NEWS

Nashville judge Casey Moreland's pension? $4,500 a month

Stacey Barchenger
USA TODAY NETWORK – Tennessee

Casey Moreland will receive amore than $4,500 pension payment each month, despite his resignation from the judiciary in Nashville.

Moreland, 59, resigned amid an ongoing FBI probe last month and after he was charged with a trio of crimes.

Those charges don't curb the taxpayer-funded benefits he'll receive.

Moreland will pocket an estimated $4,588 pension each month beginning in May, according to Tara Stewart of Metro Human Resources. She said he is also eligible for medical coverage and a $10,000 life insurance policy.

But Moreland could lose his benefits. State law says a public official forfeits retirement benefits if convicted of "a felony arising out of that person's employment or official capacity, constituting malfeasance in office." Nashville's employee benefit board decides if Moreland can continue to get the benefits, with or without a conviction, according to Metro Law Director Jon Cooper.

► Read more: These 10 people are Nashville's employee benefit board.

As one of the city's 11 General Sessions judges, Moreland earned $170,000 annually overseeing mostly minor criminal cases. He'd been a judge since 1998.

But in March, after months of media reports about misconduct in his courtroom, the Nashville native resigned his post.

The FBI charged Moreland with three obstruction of justice and witness tampering counts, alleging that Moreland paid more than $6,000 to silence a woman making public allegations against him. He tendered his resignation as part of his successful bid to get out of jail while pending trial.

►Related: After Casey Moreland's arrest, city leaders call for court improvements

The investigation is ongoing, and includes in scope the financial relationship between Moreland's specialty, treatment-focused court programs and a nonprofit foundation set to fund the courts.

Court and other public records show Moreland repeatedly wielded his authority to help people he knew. In 2014, he was publicly reprimanded for helping his longtime friend and lawyer, Bryan Lewis, get a man out of jail early.

In June, he intervened in a traffic stop for a woman with whom he had a sexual relationship, helping her avoid arrest, according to the records and police accounts. And twice, once for his future son-in-law and once for another of his alleged paramours, records show Moreland allowed those people to avoid serving jail time.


- **THE PROBLEM**: Return all of the data exactly, with nothing left out but the pictures.

(Excerpts from a figure dataset)
== Segment start ==
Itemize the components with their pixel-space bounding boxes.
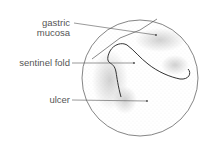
label-mucosa: mucosa bbox=[30, 28, 70, 38]
gastric-mucosa-pointer-dot bbox=[155, 34, 157, 36]
ulcer-pointer-dot bbox=[146, 100, 148, 102]
sentinel-fold-pointer-dot bbox=[133, 62, 135, 64]
label-sentinel-fold: sentinel fold bbox=[2, 58, 70, 68]
stippled-mucosa-texture bbox=[80, 18, 200, 138]
label-gastric-mucosa: gastric mucosa bbox=[30, 18, 70, 38]
label-ulcer: ulcer bbox=[30, 95, 70, 105]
== Segment end ==
- **PROBLEM SOLUTION**:
Itemize the components with their pixel-space bounding boxes.
label-mucosa: mucosa bbox=[30, 28, 70, 38]
gastric-mucosa-pointer-dot bbox=[155, 34, 157, 36]
ulcer-pointer-dot bbox=[146, 100, 148, 102]
sentinel-fold-pointer-dot bbox=[133, 62, 135, 64]
label-sentinel-fold: sentinel fold bbox=[2, 58, 70, 68]
stippled-mucosa-texture bbox=[80, 18, 200, 138]
label-gastric-mucosa: gastric mucosa bbox=[30, 18, 70, 38]
label-ulcer: ulcer bbox=[30, 95, 70, 105]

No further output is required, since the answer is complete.